Produce a sequence of unique values (sorted increasingly), containing the initial set of values x. This can be useful for setting prediction e.g. ranges in nonparametric regression.

seqXtend(x, length., method = c("simple", "aim", "interpolate"),
        from = NULL, to = NULL)

Arguments

x

numeric vector.

length.

integer specifying approximately the desired length() of the result.

method

string specifying the method to be used. The default, "simple" uses seq(*, length.out = length.) where "aim" aims a bit better towards the desired final length, and "interpolate" interpolates evenly inside each interval \([x_i, x_{i+1}]\) in a way to make all the new intervalls of approximately the same length.

from, to

numbers to be passed to (the default method for) seq(), defaulting to the minimal and maximal x value, respectively.

Note

method = "interpolate" typically gives the best results. Calling roundfixS, it also need more computational resources than the other methods.

Value

numeric vector of increasing values, of approximate length length. (unless length. < length(unique(x)) in which case, the result is simply sort(unique(x))), containing the original values of x.

From, r <- seqXtend(x, *), the original values are at indices ix <- match(x,r), i.e., identical(x, r[ix]).

Author

Martin Maechler

See also

seq; plotDS can make particularly good use of seqXtend()

Examples

a <- c(1,2,10,12)
seqXtend(a, 12)# --> simply 1:12
#>  [1]  1  2  3  4  5  6  7  8  9 10 11 12
seqXtend(a, 12, "interp")# ditto
#>  [1]  1  2  3  4  5  6  7  8  9 10 11 12
seqXtend(a, 12, "aim")# really worse
#>  [1]  1.00  2.00  2.22  3.44  4.67  5.89  7.11  8.33  9.56 10.00 10.78 12.00
stopifnot(all.equal(seqXtend(a, 12, "interp"), 1:12))

## for a "general" x, however, "aim" aims better than default
x <- c(1.2, 2.4, 4.6, 9.9)
length(print(seqXtend(x, 12)))        # 14
#>  [1] 1.20 1.99 2.40 2.78 3.57 4.36 4.60 5.15 5.95 6.74 7.53 8.32 9.11 9.90
#> [1] 14
length(print(seqXtend(x, 12, "aim"))) # 12
#>  [1] 1.20 2.17 2.40 3.13 4.10 4.60 5.07 6.03 7.00 7.97 8.93 9.90
#> [1] 12
length(print(seqXtend(x, 12, "int"))) # 12
#>  [1] 1.20 2.40 3.13 3.87 4.60 5.36 6.11 6.87 7.63 8.39 9.14 9.90
#> [1] 12

## "interpolate" is really nice:
xt <- seqXtend(x, 100, "interp")
plot(xt, main="seqXtend(*, 100, \"interpol\")")
points(match(x,xt), x, col = 2, pch = 20)

# .... you don't even see that it's not equidistant
# whereas the cheap method shows ...
xt2 <- seqXtend(x, 100)
plot(xt2, col="blue")
points(match(x,xt2), x, col = 2, pch = 20)


## with "Date" objects
Drng <- as.Date(c("2007-11-10", "2012-07-12"))
(px <- pretty(Drng, n = 16)) # say, for the main labels
#>  [1] "2007-10-01" "2008-01-01" "2008-04-01" "2008-07-01" "2008-10-01"
#>  [6] "2009-01-01" "2009-04-01" "2009-07-01" "2009-10-01" "2010-01-01"
#> [11] "2010-04-01" "2010-07-01" "2010-10-01" "2011-01-01" "2011-04-01"
#> [16] "2011-07-01" "2011-10-01" "2012-01-01" "2012-04-01" "2012-07-01"
#> [21] "2012-10-01"
## say, a finer grid, for ticks -- should be almost equidistant
n3 <- 3*length(px)
summary(as.numeric(diff(seqXtend(px, n3))))        # wildly varying
#>    Min. 1st Qu.  Median    Mean 3rd Qu.    Max. 
#>     0.5    16.0    29.5    22.6    29.5    29.5 
summary(as.numeric(diff(seqXtend(px, n3, "aim")))) #   (ditto)
#>    Min. 1st Qu.  Median    Mean 3rd Qu.    Max. 
#>     1.7    17.1    33.8    29.5    42.5    42.5 
summary(as.numeric(diff(seqXtend(px, n3, "int")))) # around 30
#>    Min. 1st Qu.  Median    Mean 3rd Qu.    Max.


Please filter the entries for the word "this" and copy every line that has it.

Stored data entries:
━━━━━━━━━━━━━━━━━━━━━━━━━━━━━━
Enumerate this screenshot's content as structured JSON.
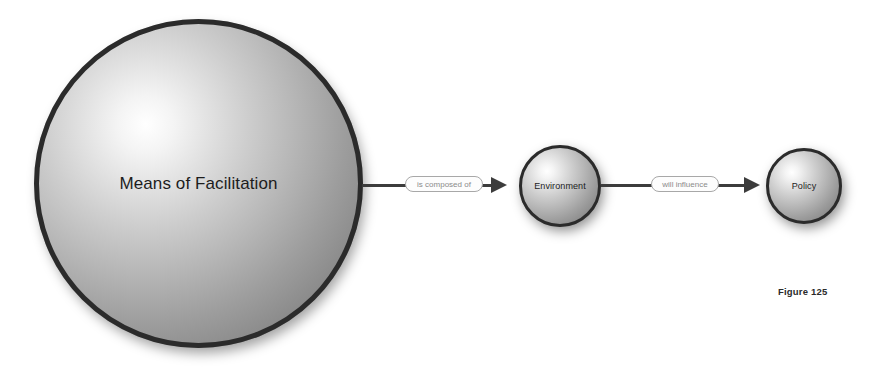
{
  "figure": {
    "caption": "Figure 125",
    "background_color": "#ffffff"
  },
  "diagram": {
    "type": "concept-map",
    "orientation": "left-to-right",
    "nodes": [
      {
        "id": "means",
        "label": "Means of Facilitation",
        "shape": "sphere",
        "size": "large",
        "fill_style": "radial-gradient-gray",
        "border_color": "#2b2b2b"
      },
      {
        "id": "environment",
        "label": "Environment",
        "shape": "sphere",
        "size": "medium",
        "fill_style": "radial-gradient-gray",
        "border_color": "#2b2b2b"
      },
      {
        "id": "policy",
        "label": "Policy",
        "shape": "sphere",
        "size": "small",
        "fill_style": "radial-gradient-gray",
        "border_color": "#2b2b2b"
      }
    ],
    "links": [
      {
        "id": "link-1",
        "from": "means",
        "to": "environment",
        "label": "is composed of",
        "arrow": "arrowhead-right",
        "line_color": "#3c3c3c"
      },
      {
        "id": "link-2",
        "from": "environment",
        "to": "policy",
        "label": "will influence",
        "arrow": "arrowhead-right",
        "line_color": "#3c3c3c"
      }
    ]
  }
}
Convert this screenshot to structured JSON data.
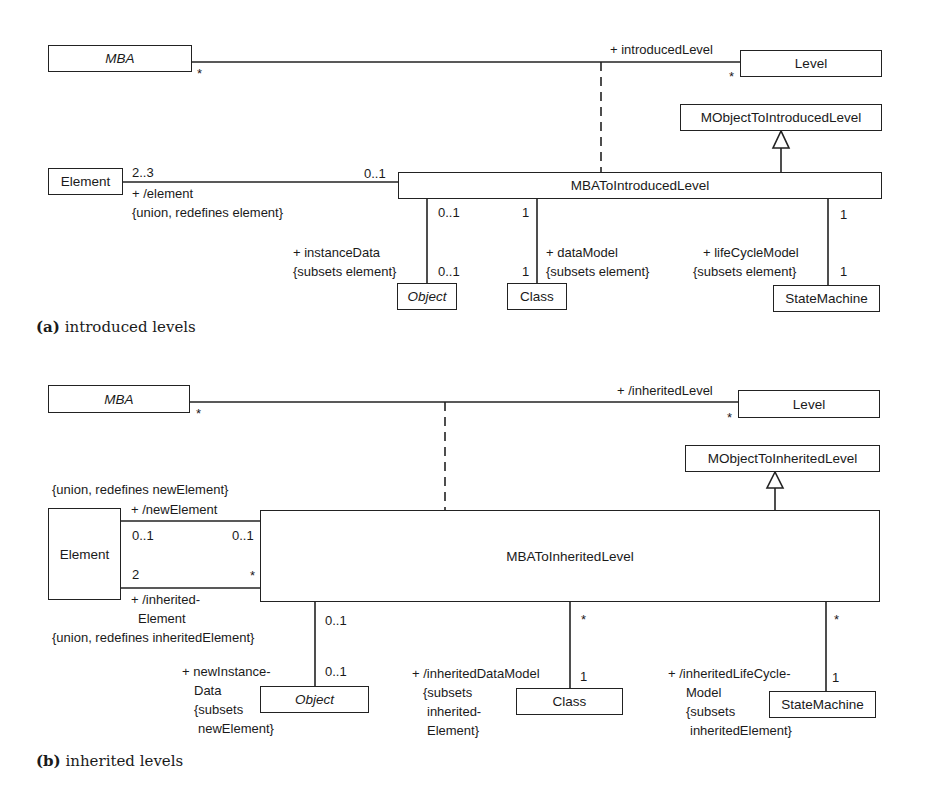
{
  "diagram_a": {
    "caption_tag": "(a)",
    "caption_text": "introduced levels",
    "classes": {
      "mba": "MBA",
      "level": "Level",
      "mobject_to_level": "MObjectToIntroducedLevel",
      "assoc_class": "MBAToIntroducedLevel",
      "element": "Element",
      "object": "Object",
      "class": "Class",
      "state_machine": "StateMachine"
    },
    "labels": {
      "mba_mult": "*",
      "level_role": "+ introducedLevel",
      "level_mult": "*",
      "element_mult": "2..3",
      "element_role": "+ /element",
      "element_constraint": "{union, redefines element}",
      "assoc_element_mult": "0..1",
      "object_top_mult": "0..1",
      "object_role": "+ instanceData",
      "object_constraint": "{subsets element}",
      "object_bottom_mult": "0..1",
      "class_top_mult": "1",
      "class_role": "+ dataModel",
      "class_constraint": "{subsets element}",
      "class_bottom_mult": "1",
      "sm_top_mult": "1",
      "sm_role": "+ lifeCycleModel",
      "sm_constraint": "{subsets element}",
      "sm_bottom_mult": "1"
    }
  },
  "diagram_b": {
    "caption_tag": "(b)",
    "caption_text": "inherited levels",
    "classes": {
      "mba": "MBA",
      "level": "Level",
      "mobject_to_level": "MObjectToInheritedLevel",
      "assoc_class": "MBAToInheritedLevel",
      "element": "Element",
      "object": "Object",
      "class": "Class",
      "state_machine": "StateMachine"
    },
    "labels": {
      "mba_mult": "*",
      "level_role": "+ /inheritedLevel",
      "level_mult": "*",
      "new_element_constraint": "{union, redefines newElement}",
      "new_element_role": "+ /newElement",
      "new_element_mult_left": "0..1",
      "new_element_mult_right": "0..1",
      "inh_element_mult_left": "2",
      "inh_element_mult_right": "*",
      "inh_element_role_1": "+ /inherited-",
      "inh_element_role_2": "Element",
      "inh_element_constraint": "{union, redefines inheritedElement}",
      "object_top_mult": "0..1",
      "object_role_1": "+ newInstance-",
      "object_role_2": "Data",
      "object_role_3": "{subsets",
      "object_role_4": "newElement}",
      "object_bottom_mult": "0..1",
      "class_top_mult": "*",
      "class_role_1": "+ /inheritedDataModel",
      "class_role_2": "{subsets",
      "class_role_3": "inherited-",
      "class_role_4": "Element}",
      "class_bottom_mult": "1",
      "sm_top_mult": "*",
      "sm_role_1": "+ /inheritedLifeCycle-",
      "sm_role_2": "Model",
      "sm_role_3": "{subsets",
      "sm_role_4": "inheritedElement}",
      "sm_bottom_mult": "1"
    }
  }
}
━━━━━━━━━━━━━━━━━━━━━━━━━━━━━━
> ANSWER BELOW:
Enumerate this screenshot's content as structured JSON.
Convert this screenshot to structured JSON data.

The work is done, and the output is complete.